Ever since the discovery that breast neoplasms of the mouse are
transmitted by a virus, scientists have tried to discover a similar agent
responsible for the disease in women.
The
standard procedure to find a transmissible agent, a transfection experiment to
another person, was not used, of course, for ethical reasons.
Instead researchers tried to
transmit human breast cancer to mice. But in the animals infected with human
breast cancer material, the incidence of mammary tumors increased only slightly
from less then 1% to 3%. However, a significantly increased incidence of
lymphoma in the infected mice was observed [i].
Aside from the
abovementioned research, no other work concerning the transfection of human
breast cancer to animals could be found. Presumably, this is not because nobody
tried it, but because nobody tried it successfully. So why was this group at
least partially successful?
The usual procedure
microbiologists use to distinguish between bacterial and viral agents is to
filtrate the material. Of cause,
this filtration also blocks the transmission of cells.
But these successful researchers prepared their human breast cancer material differently. They homogenized it, added antibiotics to kill contaminating bacteria, centrifuged it and extracted the interphase between cells and fat. Using this procedure, their material will have contained enough cells to transmit some latent proviruses integrated in the DNA of these cells.
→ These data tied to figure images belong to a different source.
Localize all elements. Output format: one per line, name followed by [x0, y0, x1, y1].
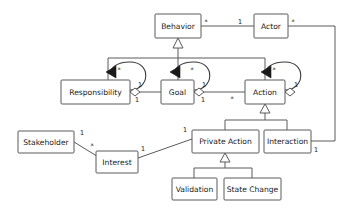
multiplicity-responsibility-bottom: 1: [135, 96, 139, 104]
class-box-behavior[interactable]: Behavior: [155, 14, 201, 38]
self-loop-arrowhead-action-icon: [261, 66, 271, 78]
multiplicity-action-loop: *: [272, 66, 275, 74]
self-loop-arrowhead-goal-icon: [170, 66, 180, 78]
class-box-action[interactable]: Action: [245, 80, 285, 104]
class-box-private-action[interactable]: Private Action: [192, 130, 259, 153]
class-box-interest[interactable]: Interest: [96, 151, 138, 173]
class-box-state-change[interactable]: State Change: [224, 178, 281, 200]
aggregation-diamond-goal-icon: [194, 88, 204, 96]
aggregation-diamond-action-icon: [285, 88, 295, 96]
multiplicity-goal-loop: *: [190, 66, 193, 74]
class-box-validation[interactable]: Validation: [172, 178, 217, 200]
class-box-actor[interactable]: Actor: [254, 14, 288, 38]
multiplicity-behavior-right: *: [204, 18, 207, 26]
class-box-interaction[interactable]: Interaction: [264, 130, 311, 153]
multiplicity-responsibility-loop: *: [117, 66, 120, 74]
multiplicity-actor-right: *: [291, 18, 294, 26]
multiplicity-goal-bottom: 1: [201, 96, 205, 104]
edge-actor-interaction: [288, 26, 335, 141]
class-box-goal[interactable]: Goal: [161, 80, 194, 104]
generalization-triangle-action-icon: [260, 104, 270, 113]
generalization-triangle-behavior-icon: [173, 38, 183, 48]
generalization-triangle-private-action-icon: [220, 153, 230, 162]
edge-interest-private-action: [138, 139, 192, 158]
multiplicity-actor-left: 1: [238, 18, 242, 26]
uml-class-diagram: Behavior Actor Responsibility Goal Actio…: [0, 0, 352, 211]
aggregation-diamond-responsibility-icon: [130, 88, 140, 96]
multiplicity-private-action-left: 1: [183, 126, 187, 134]
multiplicity-interest-star: *: [90, 142, 93, 150]
diagram-canvas: Behavior Actor Responsibility Goal Actio…: [0, 0, 352, 211]
class-box-stakeholder[interactable]: Stakeholder: [18, 131, 74, 153]
class-box-responsibility[interactable]: Responsibility: [61, 80, 130, 104]
multiplicity-interaction-right: 1: [314, 146, 318, 154]
multiplicity-action-bottom: *: [230, 95, 233, 103]
multiplicity-stakeholder: 1: [80, 129, 84, 137]
multiplicity-interest-right: 1: [141, 145, 145, 153]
If they had used the usual procedure of filtering, cell-bound viruses would not have been transmitted.
It is likely that other
researchers who were not successful in transmitting the breast cancer virus used
filters as this was then standard procedure. At that time it was not known that
some retroviruses, for example the bovine leukemia virus BLV, seem to try to
escape eradication by producing little virus in vivo [ii].
Viruses like BLV or the human immune deficiency virus, HIV, which are
transmitted by live cells, were not yet well known in 1977.
More recently, in 1995, the
frequent development of murine T-cell lymphomas after implantation of
human inflammatory breast cancer cells in nude mice was demonstrated [iii].
These two experiments hint
at the existence of a transmissible agent in breast cancer material. Probably
both experiments worked because actual cells were used for the transfection, although in the first
experiment cells were probably used unintentionally.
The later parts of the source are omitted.